▶ Exercise goal
Return the lines of the data below, from the one containing "The height and" through the very last, exactly and with both ends included; no pictures.

[Screenshot grounding data]
▶
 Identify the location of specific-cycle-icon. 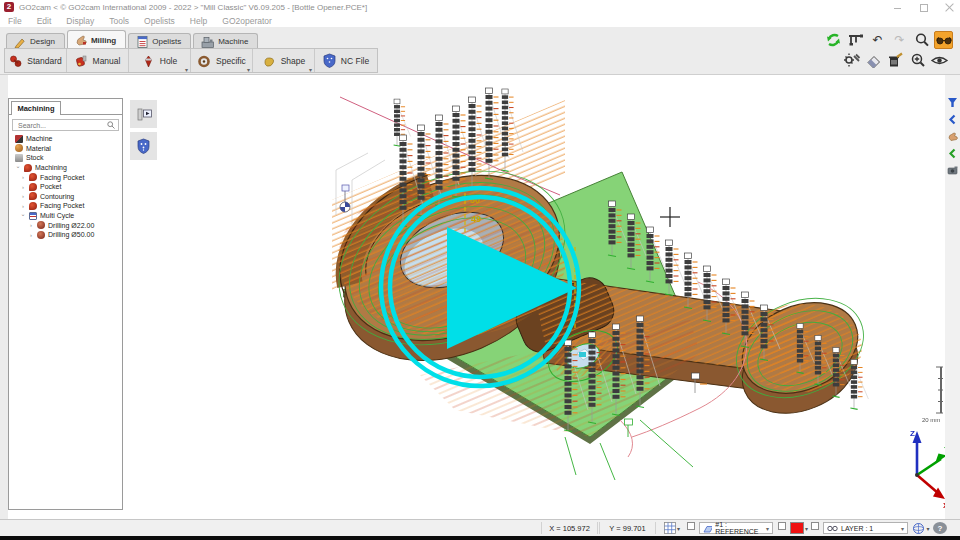
(204, 61).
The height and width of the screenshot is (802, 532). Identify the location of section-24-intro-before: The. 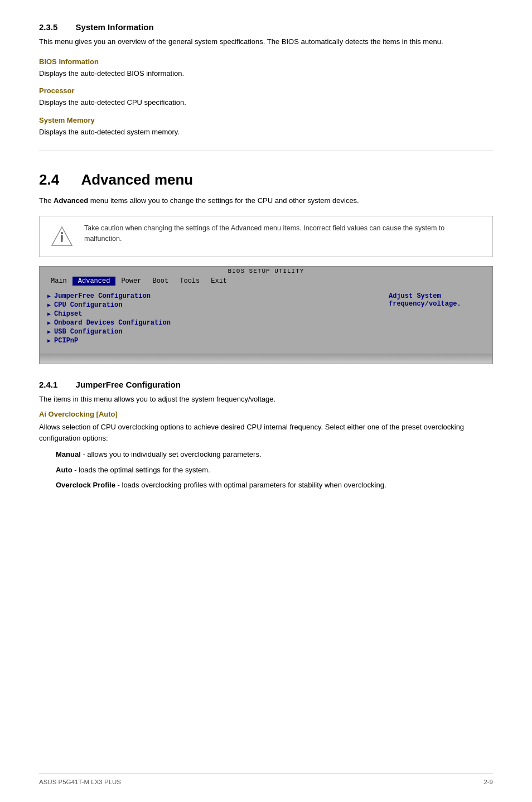
(46, 201).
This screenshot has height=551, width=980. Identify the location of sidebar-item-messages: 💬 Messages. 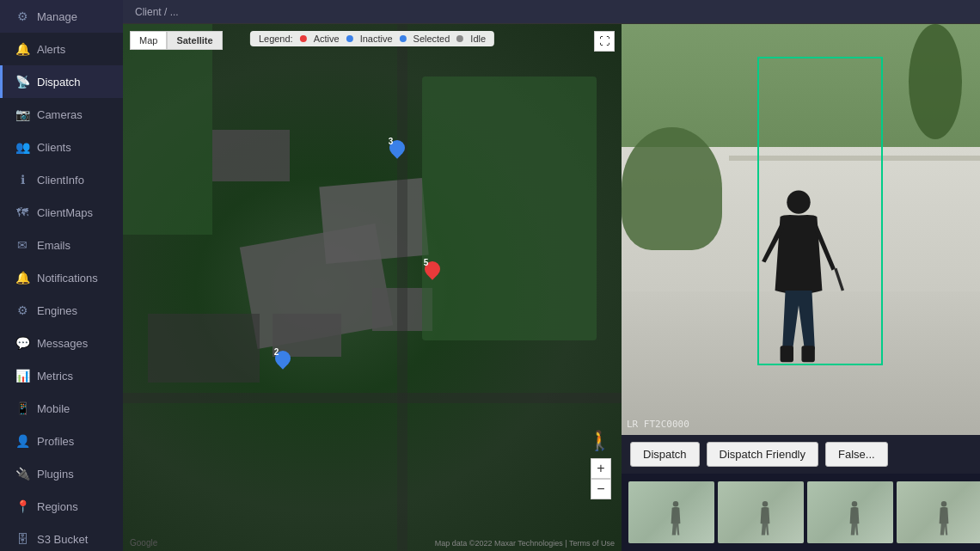
(62, 343).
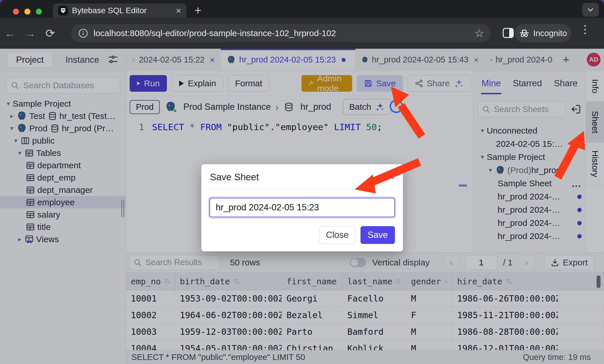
◀
▶ Written response
The height and width of the screenshot is (802, 532). Identify the location of section-24-intro-before: The. 
(46, 201).
This screenshot has height=551, width=980. Identify the location of sidebar-item-messages: 💬 Messages. 
(62, 343).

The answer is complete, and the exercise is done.